School went smoothly from then on; only small dissimilarities between him and his peers. He was able to have near perfect attendance through seventh grade. Near the end of eighth grade, he became ill once more and was unable to attend the last few weeks. Instead of letting him attend his first few days of high school, Kazu’s parents contacted Akira’s sister, and then Ataru. It was decided that for his health, he would stay with his cousin in a smaller city with clearer air, which his parents thought would do him good. Although he's entirely stressed and unsure about the change, Kazunari finds some reconciliation in the fact that he won't be entirely alone in a new place.
Controller's Information
Nickname: Eregelu “Ere”, meaning First Frost
Age: Thirteen
Gender: Female
Seen the Anime/Played the Game?: Anime.
How Did You Find Us?: Bing.
Sample RP:
Red
With a small sigh, the wind let up, and allowed the clouds to shade the placid mountain town where a short blonde boy was saddling his horse. His name was Red, though his appearance wouldn’t show it. He had blue eyes and wore only dark grey. The only hint of red about him or his horse was a crimson ribbon tied around his wrist. Hiding his barcode. All Slaves got one; a number that marked them as objects that, in the year of 3012, were sold legally for sport hunting and eternal servitude. With a small shake of his head, the boy swung into his saddle and was off into the darkness of the clouded sun.
It was a city he was headed for, the Feral City; the city of lost Slaves. Or what was left of it, anyway. Most Slaves called the Feral City death waiting to happen for any fool enough to set foot there. But Red knew not to be scared of death in a city that he discerned still held the final escape from mankind for Slaves; the Grandmother. In legend, she was said to be the mother of all creatures, in story she was a hag who knew the fates, in myth she was one of their number, and in reality, no one was quite sure because whoever went to see her never returned.
Red was off to see the Grandmother, whether she be in business only to kill Slaves or to free them. Maybe both, if he thought about it hard enough.
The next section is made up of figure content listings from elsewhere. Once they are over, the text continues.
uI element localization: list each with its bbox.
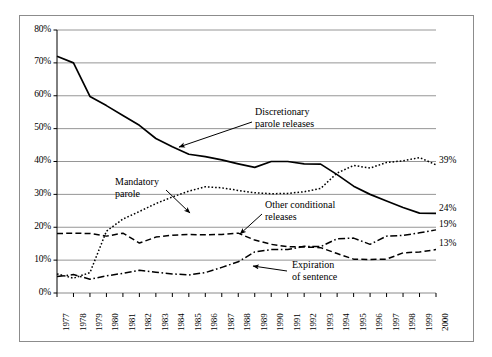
annotation-arrow-mandatory — [166, 190, 190, 213]
x-axis-tick-label: 1983 — [160, 313, 170, 331]
annotation-arrow-discretionary — [179, 122, 252, 147]
x-axis-tick-label: 1999 — [424, 313, 434, 331]
x-axis-tick-label: 1989 — [259, 313, 269, 331]
y-axis-tick-label: 30% — [17, 188, 51, 198]
x-axis-tick-label: 1979 — [94, 313, 104, 331]
annotation-line: parole releases — [255, 118, 314, 130]
series-end-value-label: 39% — [439, 155, 456, 165]
annotation-line: Other conditional — [265, 199, 335, 211]
y-axis-tick-label: 70% — [17, 56, 51, 66]
line-chart-plot — [0, 0, 492, 357]
annotation-label-discretionary: Discretionaryparole releases — [255, 106, 314, 129]
x-axis-tick-label: 1987 — [226, 313, 236, 331]
y-axis-tick-label: 60% — [17, 89, 51, 99]
x-axis-tick-label: 1994 — [341, 313, 351, 331]
x-axis-tick-label: 1981 — [127, 313, 137, 331]
x-axis-tick-label: 1982 — [143, 313, 153, 331]
y-axis-tick-label: 80% — [17, 24, 51, 34]
x-axis-tick-label: 1978 — [78, 313, 88, 331]
x-axis-tick-label: 1997 — [391, 313, 401, 331]
annotation-line: releases — [265, 211, 335, 223]
x-axis-tick-label: 1990 — [275, 313, 285, 331]
figure-chart: 0%10%20%30%40%50%60%70%80%19771978197919… — [0, 0, 492, 357]
x-axis-tick-label: 1991 — [292, 313, 302, 331]
annotation-line: Expiration — [292, 259, 337, 271]
x-axis-tick-label: 1985 — [193, 313, 203, 331]
series-line-other-conditional-releases — [57, 233, 436, 259]
y-axis-tick-label: 0% — [17, 287, 51, 297]
x-axis-tick-label: 1980 — [110, 313, 120, 331]
annotation-line: Discretionary — [255, 106, 314, 118]
x-axis-tick-label: 1988 — [242, 313, 252, 331]
x-axis-tick-label: 1984 — [176, 313, 186, 331]
y-axis-tick-label: 10% — [17, 254, 51, 264]
y-axis-tick-label: 50% — [17, 122, 51, 132]
x-axis-tick-label: 1986 — [209, 313, 219, 331]
x-axis-tick-label: 1993 — [325, 313, 335, 331]
annotation-line: Mandatory — [115, 176, 159, 188]
x-axis-tick-label: 1998 — [407, 313, 417, 331]
x-axis-tick-label: 1995 — [358, 313, 368, 331]
annotation-arrow-other-conditional — [240, 214, 262, 234]
series-end-value-label: 13% — [439, 238, 456, 248]
x-axis-tick-label: 1996 — [374, 313, 384, 331]
x-axis-tick-label: 1992 — [308, 313, 318, 331]
annotation-label-other-conditional: Other conditionalreleases — [265, 199, 335, 222]
x-axis-tick-label: 1977 — [61, 313, 71, 331]
series-end-value-label: 24% — [439, 203, 456, 213]
annotation-line: of sentence — [292, 271, 337, 283]
annotation-label-expiration: Expirationof sentence — [292, 259, 337, 282]
y-axis-tick-label: 40% — [17, 155, 51, 165]
annotation-line: parole — [115, 188, 159, 200]
series-end-value-label: 19% — [439, 219, 456, 229]
y-axis-tick-label: 20% — [17, 221, 51, 231]
annotation-arrow-expiration — [253, 266, 287, 271]
annotation-label-mandatory: Mandatoryparole — [115, 176, 159, 199]
series-line-discretionary-parole-releases — [57, 56, 436, 213]
x-axis-tick-label: 2000 — [440, 313, 450, 331]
Red laughed at that, a lady who got kicks out of killing Slaves in the mindset that she was freeing them. It didn’t matter much, though, Red had been a Slave born to be hunted. Death was always just a misstep away.
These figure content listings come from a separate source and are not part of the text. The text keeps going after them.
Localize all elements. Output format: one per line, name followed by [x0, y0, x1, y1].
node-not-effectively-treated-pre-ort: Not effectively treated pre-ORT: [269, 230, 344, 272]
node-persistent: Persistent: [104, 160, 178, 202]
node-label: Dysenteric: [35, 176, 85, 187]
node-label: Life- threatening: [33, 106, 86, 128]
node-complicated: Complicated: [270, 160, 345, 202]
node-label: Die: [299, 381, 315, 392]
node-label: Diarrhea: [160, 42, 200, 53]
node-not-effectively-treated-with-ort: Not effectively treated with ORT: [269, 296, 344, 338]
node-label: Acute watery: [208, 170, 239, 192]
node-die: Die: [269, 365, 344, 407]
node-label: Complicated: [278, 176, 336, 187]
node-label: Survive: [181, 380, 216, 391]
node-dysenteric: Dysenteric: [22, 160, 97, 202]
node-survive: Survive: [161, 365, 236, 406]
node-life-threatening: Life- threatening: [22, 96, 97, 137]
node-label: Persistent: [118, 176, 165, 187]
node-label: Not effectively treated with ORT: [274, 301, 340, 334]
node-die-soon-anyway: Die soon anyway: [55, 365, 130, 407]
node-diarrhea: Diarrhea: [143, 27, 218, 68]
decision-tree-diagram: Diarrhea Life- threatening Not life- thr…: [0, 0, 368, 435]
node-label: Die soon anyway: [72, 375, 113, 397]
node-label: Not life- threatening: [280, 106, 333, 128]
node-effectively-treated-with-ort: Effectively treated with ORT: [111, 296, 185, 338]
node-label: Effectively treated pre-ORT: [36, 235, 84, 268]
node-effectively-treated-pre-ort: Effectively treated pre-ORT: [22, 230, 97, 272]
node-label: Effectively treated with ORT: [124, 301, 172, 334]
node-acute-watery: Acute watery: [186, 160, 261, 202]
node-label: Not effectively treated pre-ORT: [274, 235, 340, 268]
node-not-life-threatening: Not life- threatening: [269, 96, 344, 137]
For three days and two nights, Red rode towards the sunset. He kept up pace, and barely stopped to let his horse rest. By the time the pair; horse and boy, reached the ruins of a sparkling ruby-encrusted city, they were both badly deprived of sleep and energy. But Red still had his wits about him, and he released his horse, knowing what might lay within the Feral City. The Slave boy untied his ribbon and released it to the breeze; as a streak of blood, it touched the sky, and then was swept away by a gasping wind. He smiled.
The gates of the city were broken in, as were the walls that used to protect it. With a dark grey boot, Red nudged the gate out of his path. The city itself was worse than the walls and the gate. No house was standing and no bird sung for the people that weren’t there anymore. What had once been a great Slave city, was now the home for unmoving stone. And then something caught Red’s eye. The movement of something grey beyond the rock. And then before him stood a wolf, twice the size of any wolf Red had ever met, and it smiled down on him with sharp, shimmering teeth.